A non-Western angle: art woven into life: In many non-Western traditions, the very idea of separate 'art' to hang on a wall barely fits. A carved mask, a chant, a woven cloth may be made for ritual, community and use — inseparable from a ceremony or a story, not a thing to view in isolation. That's a serious challenge to the Western 'masterpiece in a gallery' picture: it suggests our whole way of framing art is itself one culture's construct.
Go further — higher-level insight: Hold the balance, don't over-swing. 'Art is a social construct' doesn't mean 'anything is as good as anything else'. Skill, care and depth are real qualities in an object. What's constructed is which of those qualities a society decides to CROWN as 'art' and hang in a museum. Saying 'the value is partly real and partly conferred' — not fully one or the other — is the top-band move that avoids both naïve realism and lazy relativism.
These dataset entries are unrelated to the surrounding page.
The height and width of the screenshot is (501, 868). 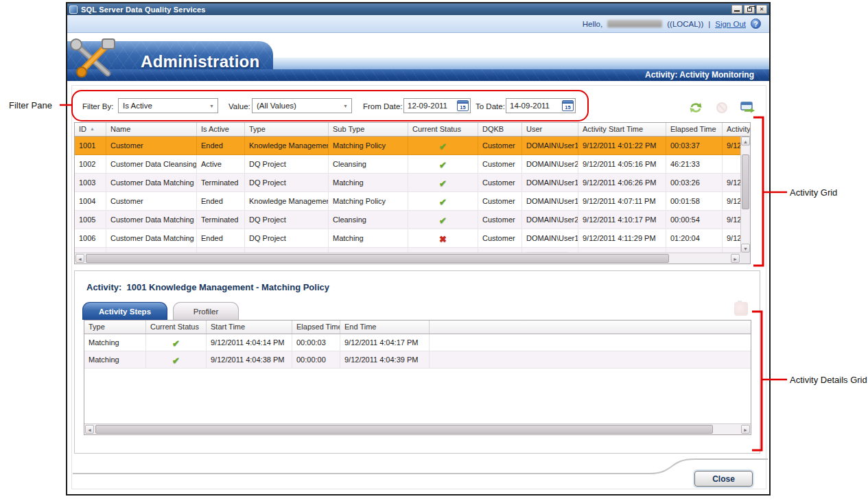 I want to click on cell-elapsed: 00:03:37, so click(x=694, y=145).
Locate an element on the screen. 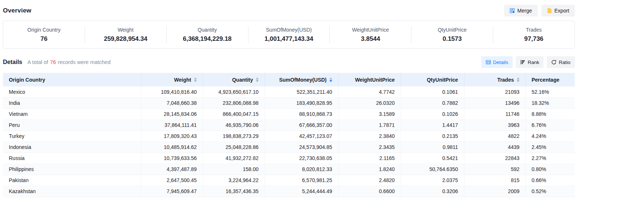  cell-quantity: 25,048,228.86 is located at coordinates (234, 147).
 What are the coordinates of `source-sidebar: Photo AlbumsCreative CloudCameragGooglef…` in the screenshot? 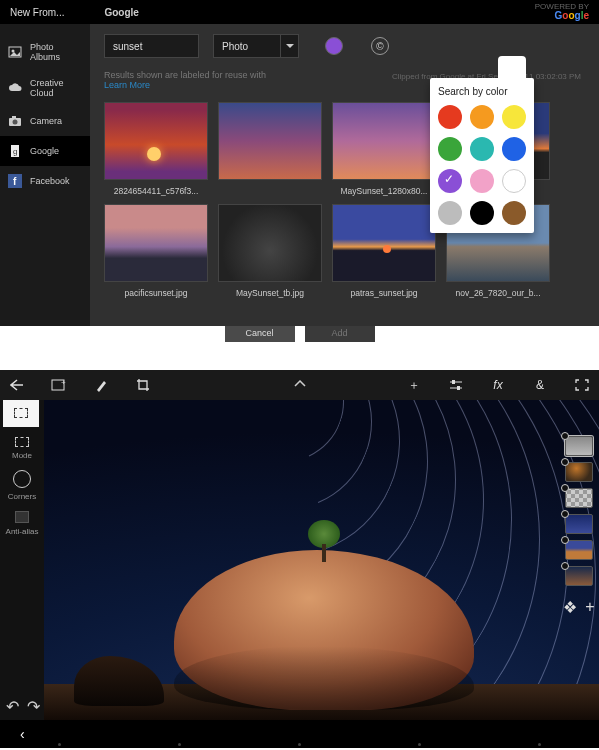 It's located at (45, 175).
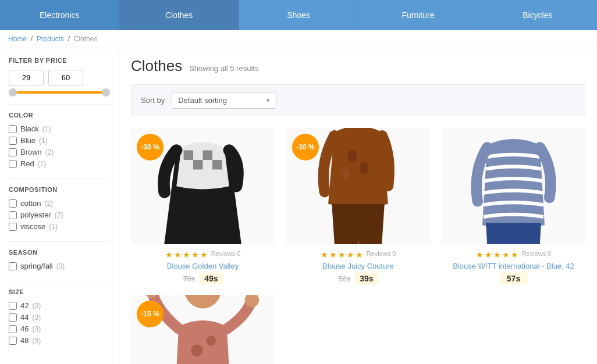 Image resolution: width=597 pixels, height=364 pixels. What do you see at coordinates (358, 66) in the screenshot?
I see `page-header: Clothes Showing all 5 results` at bounding box center [358, 66].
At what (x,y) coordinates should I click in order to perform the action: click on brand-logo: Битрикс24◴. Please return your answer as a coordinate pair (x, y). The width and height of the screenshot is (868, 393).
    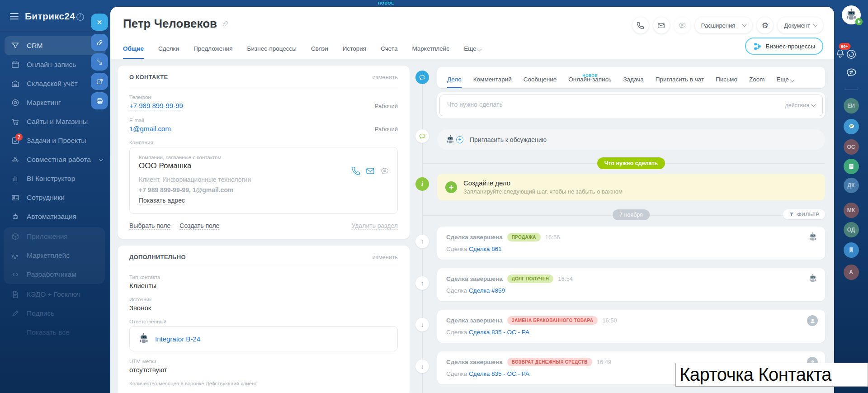
    Looking at the image, I should click on (55, 16).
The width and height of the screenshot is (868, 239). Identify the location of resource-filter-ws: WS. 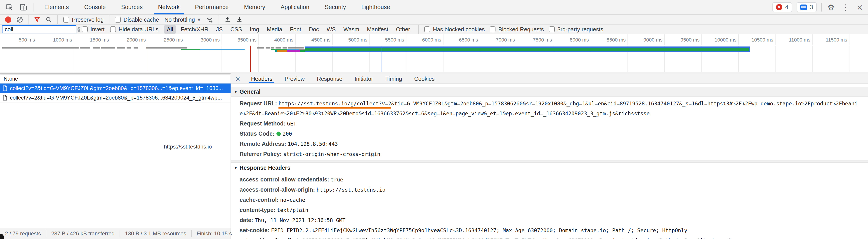
(331, 30).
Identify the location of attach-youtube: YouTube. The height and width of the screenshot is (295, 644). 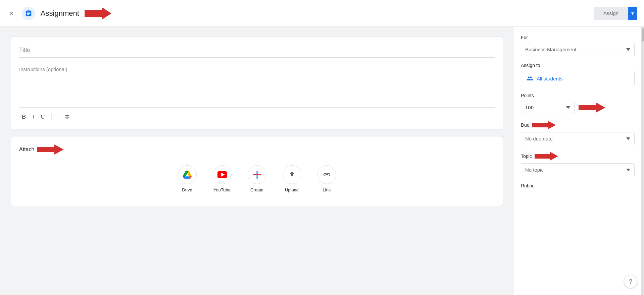
(222, 179).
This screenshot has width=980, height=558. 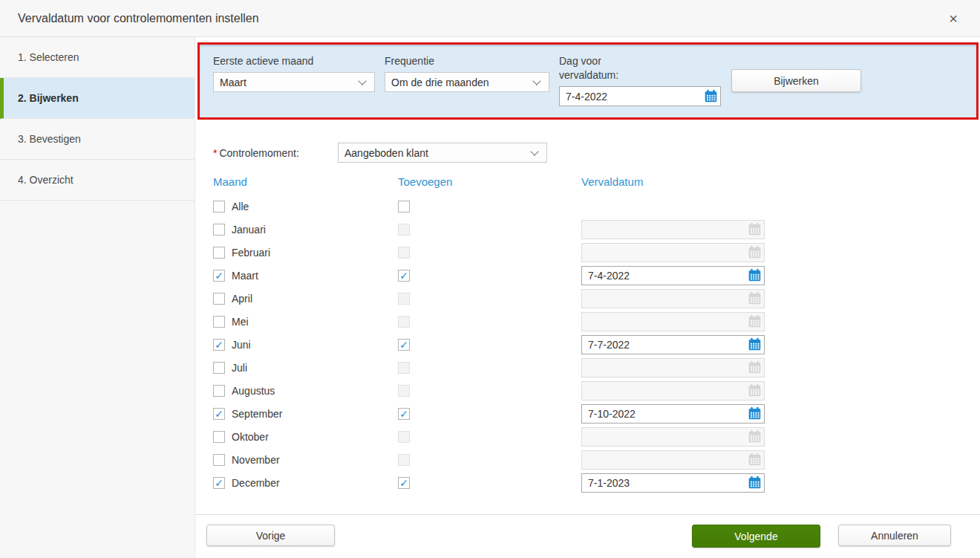 What do you see at coordinates (490, 181) in the screenshot?
I see `column-header-toevoegen: Toevoegen` at bounding box center [490, 181].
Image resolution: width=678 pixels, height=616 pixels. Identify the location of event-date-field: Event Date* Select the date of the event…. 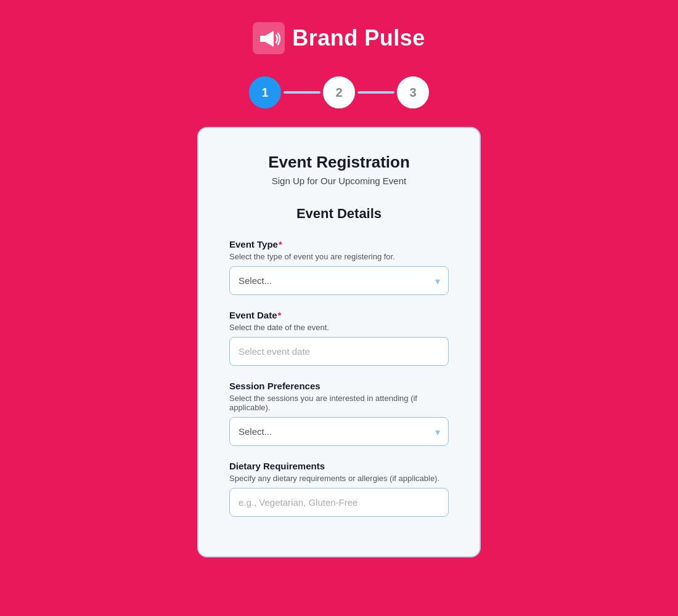
(339, 338).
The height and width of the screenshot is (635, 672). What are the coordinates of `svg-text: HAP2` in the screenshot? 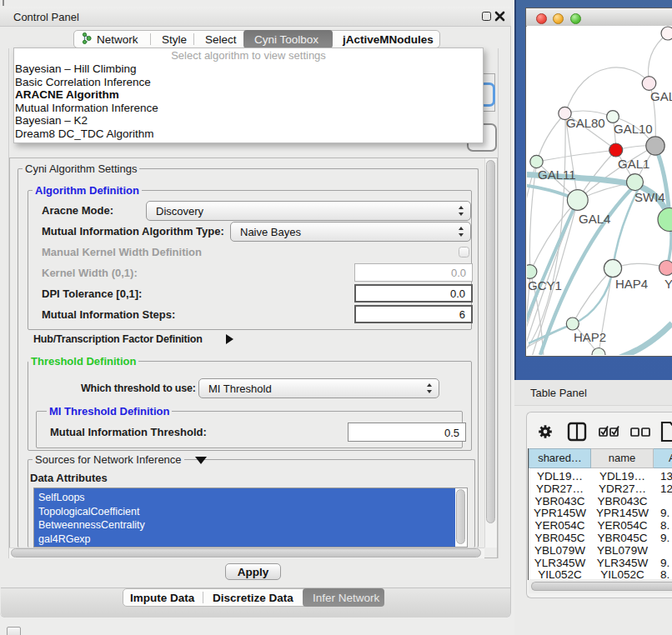 It's located at (590, 337).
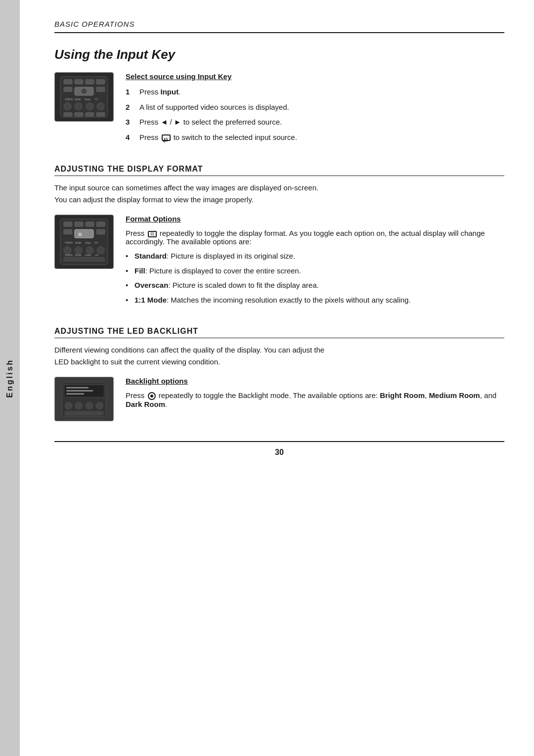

Checkpoint — context makes art: In one line: the museum frame and non-Western practice both show status coming from context — but real skill and depth aren't erased, only crowned (or not) by a society.
How Section B works: Aesthetics is an OPTIONAL theme, so it's examined in Paper 1 Section B: you write an ESSAY [25] on a given question about the theme. There's no stimulus — you're handed a CLAIM to weigh. 'Evaluate the claim that…' means: build a real argument for and against, then reach a reasoned conclusion. This whole topic feeds it.
Evaluate the claim that what counts as art is entirely a social construct.
Model answer plan
See the mark-by-mark plan — for / against / judgement, with marking guidance — in study mode.
Common mistakes: 1. Describing views instead of arguing for and against. 2. Ignoring the key word — here 'entirely' is the whole battle. 3. Only one side — top bands need real tension. 4. No conclusion — decide, with a reason. 5. Name-dropping — a name earns nothing without its argument.